Having returned from abroad, a Russian hunter travels around with his canine sidekick, recording stories told by ordinary peasants.
A serf by the name of Khor, though unable to read, still has a head for business and has even managed to get rich. He curries favor with the landlord and lives apart from the other peasants.
Arina, meanwhile, serves as a maid under the wife of a St. Petersburg count. The household maids are not allowed to marry, so when Arina becomes pregnant by a footman, the count banishes her to a village. Her child dies, and the local miller buys her as a serf and marries her.
This collection of stories made Turgenev wildly popular with Russia's reading class. However, the censor who allowed its publication was dismissed on the personal orders of Tsar Nicholas I. Turgenev's criticism of serfdom was too blatant. It is perhaps one of the few books in 19th-century Russian literature in which nobles play second fiddle to simple peasants.
From this book, Russian society learned about the existence of nihilists, as represented by Bazarov. Turgenev also highlighted the folly of excessive emancipation and introduced a caricature character - a lady who smokes and misquotes ideas picked up from high-brow books.
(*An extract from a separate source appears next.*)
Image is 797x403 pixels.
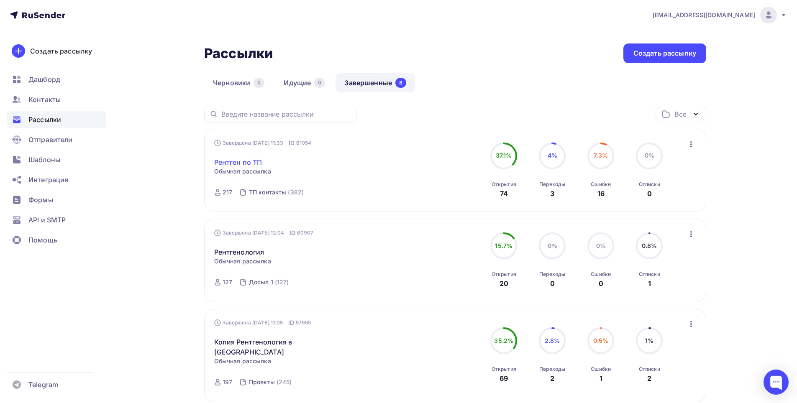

Anyone remotely acquainted with Russian literature has probably heard of this novel. In Russia itself, the title has become a byword, and regularly crops up in conversation. The novel plunged the Russian people into a philosophical rethink of the eternal question of "fathers and sons" and intergenerational discord (incidentally, the title in Russian is the more inclusive "Fathers and Children").
It should be said that Turgenev's fictional women are deep and well-developed characters whose experiences run the full gamut, whose feelings are real, and, most importantly, whose morals are more firmly grounded than those of their male counterparts.
There aren't many happy ends in Russian literature and even fewer happy love stories. If you can't find a translation of Asya and the Russian original looks intimidating, try First Love. Reading this, you'll be dabbing your eyes even more.
The nobleman Lavretsky has lived in Paris for a long time, but when his wife cheats on him, he returns to the family estate somewhere in central Russia. There, he falls in love with the young, principled, and deeply religious Liza. But no sooner does he confess his feelings for her than he learns that his legitimate (and supposedly dead) wife has also returned...
This somewhat decadent novel is about the degeneration of "noble nests" and the desolation of country estates that once overflowed with life. The musical evenings and discussions of literature and politics have dried up, as everyone has left for the cities or foreign lands. Even the people themselves seemed smaller and dimmer, Turgenev remarks nostalgically.
Elena, no ordinary pampered young lady, is eager to help the destitute and impoverished, the sick and animals in need. Her strong nature has produced an even stronger and
After Turgenev witnessed the February Revolution of 1848 in France with its pogroms and piles of dead bodies, his former revolutionary spirit waned. However, he was still keen to portray a hero whose zeal and passion for change was all-consuming.